Otherwiseness & Art as Resistance

"Write with your eyes like painters, with your ears Iike musicians, with your feet like dancers. You are the truthsayer with quill and torch. Write with your tongues of fire. Don't let the pen banish you from yourself. Don’t let the ink coagulate in your pens. Don't let the censor snuff out the spark, nor the gags muffle your voice \But your shit on the paper." (Anzalduá, 2009, p. 5)

Starting from otherwiseness (Muñoz), how can you connect Anzaldúa’s “Tongues of fire,” Moraga’s view on faith, and bell hooks’s erotic to reimagine what counts as knowledge and whose voices become legible? What shifts in relations, norms, and forms would be required to make more livable worlds possible, and what practices of care, coalition, or erotic attention would anchor them?

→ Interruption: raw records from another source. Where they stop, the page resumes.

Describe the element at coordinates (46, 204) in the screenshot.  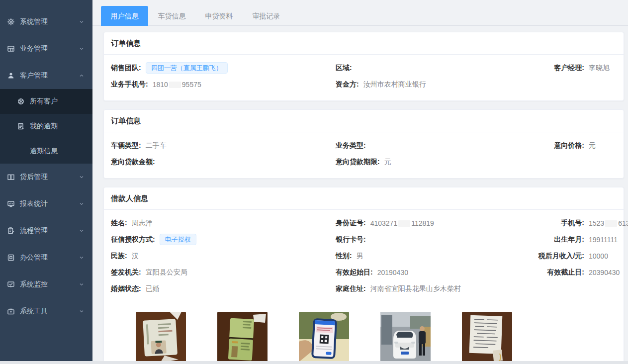
I see `sidebar-item-report-stats: 报表统计` at that location.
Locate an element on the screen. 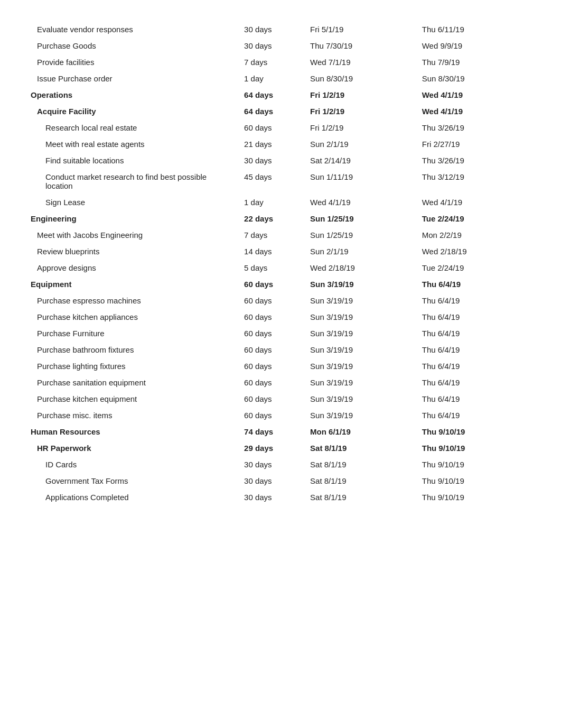 The width and height of the screenshot is (561, 728). task-finish: Thu 6/11/19 is located at coordinates (476, 30).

Create a small piece of art that connects otherwiseness to writing, faith, the erotic. You may write (poem, letter, fragment) or use the materials provided (colors, markers, , play dough) to craft a visual/tactile work.

TO DO
Visual Thinkers

If, following Muñoz, “reason” is de-universalized, how do the concepts of otherwiseness (Muñoz), anglicization / faith (Moraga), and invisibility/tokenization & language policing (Anzaldúa) reconfigure what counts as knowledge and animate affect-driven resistance?

Create a mind map / flow chart / sketchnote that answers the question by tracing the concepts across the three authors and naming the new criteria for knowledge your synthesis proposes.